On December 19, 1974, MITS started selling kits for its computer, the Altair 8800. It was the first commercially successful personal computer, driven partially by its appearance on the cover of Popular Electronics magazine’s January 1975 issue. The kit cost $439, equivalent to $2885 in 2025 dollars.
Like a modern computer, only different

The Altair 8800 is the direct ancestor of the computer on your desk, but it had a number of differences from a modern computer. Most importantly, it lacked a built-in screen or keyboard. Instead, you connected a data terminal to it to get keyboard input and a display, much like you would with a minicomputer of the time. You could also program it and interact with it via its front-panel switches.
It did have expansion slots, a 100-pin bus that later became known as the S100 bus. A cottage industry providing expansion cards for the Altair 8800 soon sprung up, with some of the companies producing S100 cards eventually producing entire computers themselves.
And its most popular software title was a Microsoft product: Microsoft Basic, specifically. Microsoft Basic was a programming language, to allow Altair owners to create their own software. Microsoft announced Altair Basic January 2, 1975, and started shipping it later that summer.
When they called the Altair 8800 a kit, they meant it
But when they said it was a kit, they meant it. Assembling the Altair 8800 was nothing like assembling a modern computer. Nothing was pre-assembled. You pulled out the individual electronic components, soldered them to the included bare PCBs, then built the computer up from the resulting PCBs as you finished them. It wasn’t a project for the faint-hearted.
I only ever met one person who built up a 1970s computer kit. But when we talked about it more than 20 years after he’d built it, he was still proud of the accomplishment.
It was a laborious and slow process. There was the very real possibility you would never finish it. And if you did finish it, there was a very real possibility it would take more than a year, and something newer and better and cheaper would be available by the time you were done. That was the risk of 1970s personal computing.
Popularity
Nevertheless, the kits sold well and there was a waiting list. Bill Gates and Paul Allen couldn’t get one to write their Basic programming language on, so Paul Allen wrote an emulator that they ran on a DEC PDP-10 minicomputer to develop it. When Paul Allen flew to MITS headquarters to demo it, neither he nor Gates had seen it run on an actual Altair 8800. Ed Roberts needed to sell 200 Altairs to break even. They sold 1,000 units in February 1975 alone, but with fewer than 20 employees, they were only able to produce about 500 per month. MITS hired more than 70 employees in 1975 to try to keep up with demand. The legendary Homebrew Computer Club wasn’t exclusively an Altair club by a long shot, but the Altair was popular among its members.
By July 1975, other companies such as IMS were producing similar computers with varying degrees of compatibility.
In 1977, Ed Roberts sold MITS to Pertec Computer and retired from the computer industry. He moved to Georgia and started a software company so as to not violate his non-compete agreement with Pertec. In 1982, a medical school opened nearby. He enrolled, and graduated as an MD in 1986. He spent the rest of his career practicing medicine in small towns. Hospitalized and dying of pneumonia in March 2010, Bill Gates appeared unannounced to pay his last respects. Roberts died April 1, 2010.

David Farquhar is a computer security professional, entrepreneur, and author. He has written professionally about computers since 1991, so he was writing about retro computers when they were still new. He has been working in IT professionally since 1994 and has specialized in vulnerability management since 2013. He holds Security+ and CISSP certifications. Today he blogs five times a week, mostly about retro computers and retro gaming covering the time period from 1975 to 2000.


* Exercise
Report back the lines in this listing that carry the string "Wyoming".

* Source records

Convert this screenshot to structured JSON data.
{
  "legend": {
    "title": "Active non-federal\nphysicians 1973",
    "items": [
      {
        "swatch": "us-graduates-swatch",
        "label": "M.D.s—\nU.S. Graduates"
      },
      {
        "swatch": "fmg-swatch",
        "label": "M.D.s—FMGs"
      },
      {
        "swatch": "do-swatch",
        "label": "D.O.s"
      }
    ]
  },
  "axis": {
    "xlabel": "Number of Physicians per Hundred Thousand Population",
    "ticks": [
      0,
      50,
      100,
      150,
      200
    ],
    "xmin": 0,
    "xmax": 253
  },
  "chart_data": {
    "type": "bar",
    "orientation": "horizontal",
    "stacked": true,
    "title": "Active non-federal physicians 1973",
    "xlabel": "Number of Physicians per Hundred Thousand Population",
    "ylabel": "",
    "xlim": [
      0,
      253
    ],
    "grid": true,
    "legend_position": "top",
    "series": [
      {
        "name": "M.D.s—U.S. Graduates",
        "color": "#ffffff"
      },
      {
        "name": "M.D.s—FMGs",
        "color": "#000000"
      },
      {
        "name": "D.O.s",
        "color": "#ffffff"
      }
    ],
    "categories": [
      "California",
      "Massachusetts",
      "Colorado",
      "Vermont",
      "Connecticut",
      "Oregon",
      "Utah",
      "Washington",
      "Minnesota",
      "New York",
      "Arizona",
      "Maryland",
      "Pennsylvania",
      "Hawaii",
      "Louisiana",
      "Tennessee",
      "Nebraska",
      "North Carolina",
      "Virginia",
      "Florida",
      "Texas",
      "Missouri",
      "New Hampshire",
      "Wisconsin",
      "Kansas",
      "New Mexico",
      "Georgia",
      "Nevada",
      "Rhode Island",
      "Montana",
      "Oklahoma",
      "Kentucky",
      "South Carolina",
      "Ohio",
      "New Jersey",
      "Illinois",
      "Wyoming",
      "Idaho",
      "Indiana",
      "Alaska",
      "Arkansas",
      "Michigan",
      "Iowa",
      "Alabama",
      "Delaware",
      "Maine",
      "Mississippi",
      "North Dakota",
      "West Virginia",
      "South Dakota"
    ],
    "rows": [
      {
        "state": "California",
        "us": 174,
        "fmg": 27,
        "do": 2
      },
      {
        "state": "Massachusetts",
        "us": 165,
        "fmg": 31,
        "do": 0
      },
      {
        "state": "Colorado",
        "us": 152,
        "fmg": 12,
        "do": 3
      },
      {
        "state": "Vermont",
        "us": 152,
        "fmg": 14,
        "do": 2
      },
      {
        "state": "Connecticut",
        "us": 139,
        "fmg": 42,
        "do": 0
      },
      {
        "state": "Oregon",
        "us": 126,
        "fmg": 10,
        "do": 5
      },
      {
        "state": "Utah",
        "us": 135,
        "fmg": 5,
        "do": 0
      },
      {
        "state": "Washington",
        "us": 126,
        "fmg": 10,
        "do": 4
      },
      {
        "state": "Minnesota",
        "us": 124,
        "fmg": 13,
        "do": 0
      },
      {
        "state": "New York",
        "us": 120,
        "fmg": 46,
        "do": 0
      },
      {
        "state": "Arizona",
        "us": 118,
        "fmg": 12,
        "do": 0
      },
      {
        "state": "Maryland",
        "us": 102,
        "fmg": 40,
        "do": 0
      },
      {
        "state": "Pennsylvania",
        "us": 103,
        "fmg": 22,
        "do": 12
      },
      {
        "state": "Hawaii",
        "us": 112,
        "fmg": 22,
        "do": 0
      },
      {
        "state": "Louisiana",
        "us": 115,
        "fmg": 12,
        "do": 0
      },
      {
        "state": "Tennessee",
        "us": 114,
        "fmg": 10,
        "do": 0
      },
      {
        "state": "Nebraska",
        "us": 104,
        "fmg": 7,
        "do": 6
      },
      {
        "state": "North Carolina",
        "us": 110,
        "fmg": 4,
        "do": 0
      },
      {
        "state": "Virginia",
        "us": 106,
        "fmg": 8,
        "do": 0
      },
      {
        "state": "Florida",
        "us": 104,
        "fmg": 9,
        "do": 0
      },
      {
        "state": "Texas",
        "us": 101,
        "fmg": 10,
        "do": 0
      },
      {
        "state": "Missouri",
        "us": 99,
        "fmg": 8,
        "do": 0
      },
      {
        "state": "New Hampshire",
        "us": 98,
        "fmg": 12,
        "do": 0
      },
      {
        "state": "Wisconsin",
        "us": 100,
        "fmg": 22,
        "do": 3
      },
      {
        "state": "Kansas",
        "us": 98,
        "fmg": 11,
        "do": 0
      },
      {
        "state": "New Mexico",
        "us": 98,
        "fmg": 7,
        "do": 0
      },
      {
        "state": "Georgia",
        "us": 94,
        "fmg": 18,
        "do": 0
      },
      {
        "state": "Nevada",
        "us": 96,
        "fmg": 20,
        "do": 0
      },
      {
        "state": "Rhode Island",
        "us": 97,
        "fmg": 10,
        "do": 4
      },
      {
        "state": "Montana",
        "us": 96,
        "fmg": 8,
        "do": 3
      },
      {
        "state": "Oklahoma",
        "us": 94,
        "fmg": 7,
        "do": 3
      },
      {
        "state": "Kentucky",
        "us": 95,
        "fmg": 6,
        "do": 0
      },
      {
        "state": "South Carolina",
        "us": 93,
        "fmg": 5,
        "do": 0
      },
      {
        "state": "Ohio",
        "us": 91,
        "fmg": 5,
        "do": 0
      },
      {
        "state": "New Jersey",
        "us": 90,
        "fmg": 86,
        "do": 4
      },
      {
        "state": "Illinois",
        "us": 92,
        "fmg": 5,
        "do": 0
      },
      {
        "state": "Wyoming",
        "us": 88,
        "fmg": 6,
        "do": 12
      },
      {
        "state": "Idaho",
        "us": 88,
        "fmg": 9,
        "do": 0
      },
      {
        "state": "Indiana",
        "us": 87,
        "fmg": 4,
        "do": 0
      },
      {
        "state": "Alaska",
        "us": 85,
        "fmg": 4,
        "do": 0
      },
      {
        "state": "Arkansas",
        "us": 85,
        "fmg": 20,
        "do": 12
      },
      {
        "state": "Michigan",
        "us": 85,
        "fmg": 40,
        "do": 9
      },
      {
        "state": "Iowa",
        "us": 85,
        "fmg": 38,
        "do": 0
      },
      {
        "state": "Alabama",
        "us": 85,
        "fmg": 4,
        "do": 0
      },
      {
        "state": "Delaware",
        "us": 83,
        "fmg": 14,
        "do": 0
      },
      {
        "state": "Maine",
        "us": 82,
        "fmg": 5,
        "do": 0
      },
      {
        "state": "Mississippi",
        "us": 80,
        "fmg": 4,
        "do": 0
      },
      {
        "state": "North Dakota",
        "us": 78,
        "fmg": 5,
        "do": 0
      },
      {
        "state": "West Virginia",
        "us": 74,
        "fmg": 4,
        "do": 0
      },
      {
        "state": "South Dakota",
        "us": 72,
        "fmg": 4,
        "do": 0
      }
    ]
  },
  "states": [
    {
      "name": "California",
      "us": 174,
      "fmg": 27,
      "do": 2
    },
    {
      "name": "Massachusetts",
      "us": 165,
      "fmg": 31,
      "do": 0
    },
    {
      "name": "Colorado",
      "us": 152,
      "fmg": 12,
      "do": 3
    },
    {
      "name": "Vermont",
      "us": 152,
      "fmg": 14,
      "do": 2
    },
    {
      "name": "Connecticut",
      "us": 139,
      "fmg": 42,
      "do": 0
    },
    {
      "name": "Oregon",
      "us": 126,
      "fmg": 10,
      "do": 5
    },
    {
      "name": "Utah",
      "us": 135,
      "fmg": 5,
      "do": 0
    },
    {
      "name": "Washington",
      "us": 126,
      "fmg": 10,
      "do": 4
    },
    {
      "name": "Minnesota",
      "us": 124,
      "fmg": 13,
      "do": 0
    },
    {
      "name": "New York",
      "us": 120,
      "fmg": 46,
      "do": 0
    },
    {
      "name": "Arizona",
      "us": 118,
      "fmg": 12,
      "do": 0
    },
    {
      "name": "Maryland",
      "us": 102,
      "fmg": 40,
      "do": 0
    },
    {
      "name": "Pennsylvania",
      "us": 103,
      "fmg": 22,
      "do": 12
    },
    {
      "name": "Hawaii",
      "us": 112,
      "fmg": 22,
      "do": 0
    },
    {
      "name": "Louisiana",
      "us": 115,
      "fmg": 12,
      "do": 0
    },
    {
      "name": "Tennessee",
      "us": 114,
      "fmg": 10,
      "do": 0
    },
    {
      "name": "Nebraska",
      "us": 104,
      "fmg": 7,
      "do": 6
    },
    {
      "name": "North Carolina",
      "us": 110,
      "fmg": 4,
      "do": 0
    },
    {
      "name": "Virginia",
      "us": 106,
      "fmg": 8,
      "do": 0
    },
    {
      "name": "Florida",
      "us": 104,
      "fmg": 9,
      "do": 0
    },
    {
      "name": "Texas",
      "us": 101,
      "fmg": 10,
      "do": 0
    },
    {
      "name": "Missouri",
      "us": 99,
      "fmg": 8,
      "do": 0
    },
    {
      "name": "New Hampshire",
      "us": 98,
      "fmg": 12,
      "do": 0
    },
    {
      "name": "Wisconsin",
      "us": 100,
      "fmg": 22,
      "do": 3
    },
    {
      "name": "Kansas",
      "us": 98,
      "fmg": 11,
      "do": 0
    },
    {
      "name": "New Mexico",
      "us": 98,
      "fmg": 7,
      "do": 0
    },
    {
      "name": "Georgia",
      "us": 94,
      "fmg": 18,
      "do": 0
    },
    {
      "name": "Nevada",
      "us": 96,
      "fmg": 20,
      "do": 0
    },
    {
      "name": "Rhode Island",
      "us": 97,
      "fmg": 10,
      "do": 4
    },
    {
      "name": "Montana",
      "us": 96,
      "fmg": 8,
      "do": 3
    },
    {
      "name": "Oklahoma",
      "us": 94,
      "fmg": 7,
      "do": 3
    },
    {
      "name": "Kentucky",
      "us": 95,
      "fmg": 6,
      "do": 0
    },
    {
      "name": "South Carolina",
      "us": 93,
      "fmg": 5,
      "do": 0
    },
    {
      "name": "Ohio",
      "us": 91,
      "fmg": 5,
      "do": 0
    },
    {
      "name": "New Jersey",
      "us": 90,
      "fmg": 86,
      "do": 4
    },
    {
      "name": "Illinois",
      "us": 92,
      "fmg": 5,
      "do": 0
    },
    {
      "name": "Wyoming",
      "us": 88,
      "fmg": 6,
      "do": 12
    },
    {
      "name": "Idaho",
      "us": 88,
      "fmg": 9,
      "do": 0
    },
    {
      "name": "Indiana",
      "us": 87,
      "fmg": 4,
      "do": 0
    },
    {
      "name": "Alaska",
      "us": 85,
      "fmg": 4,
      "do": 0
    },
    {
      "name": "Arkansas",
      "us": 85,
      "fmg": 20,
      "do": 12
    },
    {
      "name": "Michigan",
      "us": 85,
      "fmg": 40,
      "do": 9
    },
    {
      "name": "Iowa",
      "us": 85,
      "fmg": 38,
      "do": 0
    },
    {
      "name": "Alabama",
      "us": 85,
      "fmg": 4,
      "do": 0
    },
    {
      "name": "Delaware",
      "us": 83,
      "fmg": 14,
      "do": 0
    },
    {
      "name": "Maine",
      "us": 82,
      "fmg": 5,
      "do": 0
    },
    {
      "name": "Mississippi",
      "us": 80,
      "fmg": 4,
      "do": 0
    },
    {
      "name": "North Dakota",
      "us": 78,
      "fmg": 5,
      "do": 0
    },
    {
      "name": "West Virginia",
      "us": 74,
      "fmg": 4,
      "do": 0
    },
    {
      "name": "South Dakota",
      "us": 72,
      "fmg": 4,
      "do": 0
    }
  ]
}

* Answer space
      "Wyoming",
        "state": "Wyoming",
      "name": "Wyoming",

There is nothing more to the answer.